Pakistan’s Center for Excellence in Journalism launches fact-checking platform ahead of elections
  • Launched last week, iVerify Pakistan will use monitoring tools to track misinformation across social and mainstream media
  • CEJ and media partners will collaboratively verify news using artificial intelligence, photo forensics, journalistic investigation

KARACHI: Pakistan’s Center of Excellence in Journalism (CEJ), the country’s premier training facility for journalists and journalism students, has launched a new fact-checking initiative which the director of the project said would help identify and combat misinformation ahead of general elections next month.
Launched in Islamabad last week, iVerify Pakistan will use monitoring tools to track misinformation across social and mainstream media. The fact-checking process involves a buddy system, where team members or media partners collaboratively verify news using tools such as artificial intelligence, photo forensics, and journalistic investigation and ensure adherence to global fact-checking standards, and that verified content is published on their website and social media platforms. The platform distinguishes itself by using a diverse set of tools, avoiding reliance on a single method, and prioritizing the depth and variety of data for comprehensive fact-checking.
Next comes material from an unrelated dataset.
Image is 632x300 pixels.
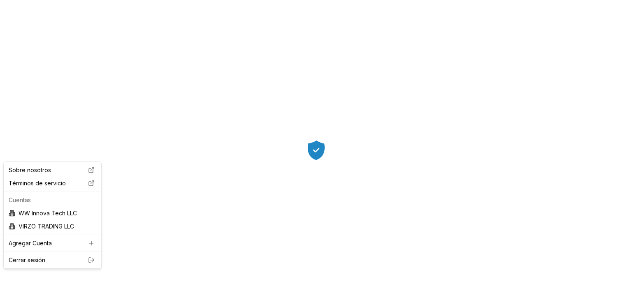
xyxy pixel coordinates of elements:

The initiative, launched in collaboration with UNDP and a private media monitoring company, engages media partners and volunteers from 13 universities trained in digital literacy. It also includes a tip line for content submission and aims to address limited fact-checking resources, low awareness of factual content, and the impact of misinformation, especially among young Pakistanis using social media.
“We’re trying to tackle [the misinformation/disinformation during elections], we’re trying to address the speed of monitoring and checking. We’re also trying to tackle the problem of fact check content, and its deployment and its amplification,” CEJ director Amber Rahim Shamsi told Arab News.
For the upcoming elections, the platform intended to produce insight reports for journalists in media organization as well as for policymakers and social media companies.
“We want to identify what the trends have been, what the techniques have been, and what kind of tools have been used to spread misinformation, disinformation,” said Shamsi.
Asked if the platform had already fact-checked election-related content, Shamsi said elections were currently its main focus.
“There’s been a lot of disinformation campaigns that have centered around opponents, for instance, lots of videos, fake videos and pictures about various rallies. So, we’ve covered some of tjose,” the CEJ director said. “We’re looking to broaden this a little as this [election] exercise gets underway.”

Talal Ahsan, the fact-check supervisor for the project, said his team was using a variety of tools like artificial intelligence and photo manipulation software.
“We decide what the actual status of a particular piece of news is, whether it is true, whether it is false, whether it is misleading, or whether it is unproven,” he said.
“Our particular strength is in the variety and in the depth of the tools that we use. We don’t just remain limited to one.”